Tuesday, July 14, 2009


GlobalFoundries Enters Consolidating Industry


New chip foundry GlobalFoundries will break ground on its massive New York State chip plant in ten days (July 24).

Let’s hope the joint venture isn’t buried by the $6 billion it hopes to spend ($4.2 billion of which will go into the foundry itself).

The company is the latest entrant in a crowded market, one that many think will consolidate in the next few years as the global slowdown trims demand and generates more excess capacity.

GlobalFoundries hopes to transform the foundry business by offering only the most advanced manufacturing techniques to customers. It will start producing at 28 nanometers in 2012 and ramp to volume at 22 nanometers. (Intel’s most advanced lines make chips today with 45 nanometer features).
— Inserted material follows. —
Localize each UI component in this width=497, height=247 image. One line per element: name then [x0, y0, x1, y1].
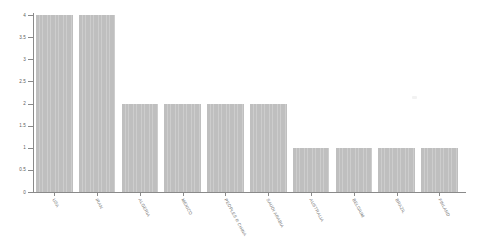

“We see a huge opportunity to bring leading edge technologies to the foundry space,” said Vice President Thomas Sonderman at the Semicon West trade show on Tuesday in San Francisco.
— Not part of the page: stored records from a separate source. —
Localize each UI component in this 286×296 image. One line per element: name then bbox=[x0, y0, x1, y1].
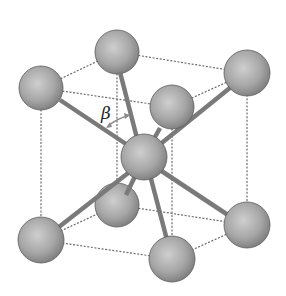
atom-back-top-left bbox=[95, 30, 139, 74]
atom-right-bottom bbox=[224, 202, 270, 248]
atom-back-bottom bbox=[95, 183, 139, 227]
bcc-unit-cell-diagram: β bbox=[0, 0, 286, 296]
atom-left-top bbox=[19, 66, 63, 110]
atom-left-bottom bbox=[18, 217, 64, 263]
atom-front-top bbox=[150, 85, 194, 129]
angle-beta-label: β bbox=[100, 103, 111, 123]
atom-center bbox=[121, 134, 167, 180]
atom-front-bottom bbox=[149, 236, 195, 282]
atom-right-top bbox=[224, 50, 270, 96]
But the strategy is no guarantee. There are already more fabs than business to fill them. By some estimates 35 outmoded fabs will close this year and another 12 next year.

“The trend I would expect is consolidation,” said IBM Vice President Dan Armbrust.

So far, excess capacity is less of a problem among the most technically sophisticated fabs that produce using 12-inch silicon wafers and produce small electronic ciruits. But it is not clear how long that will last.

“I think we have to hope the economy recovers,” says Sonderman. “We have to fill our fabs to make money.”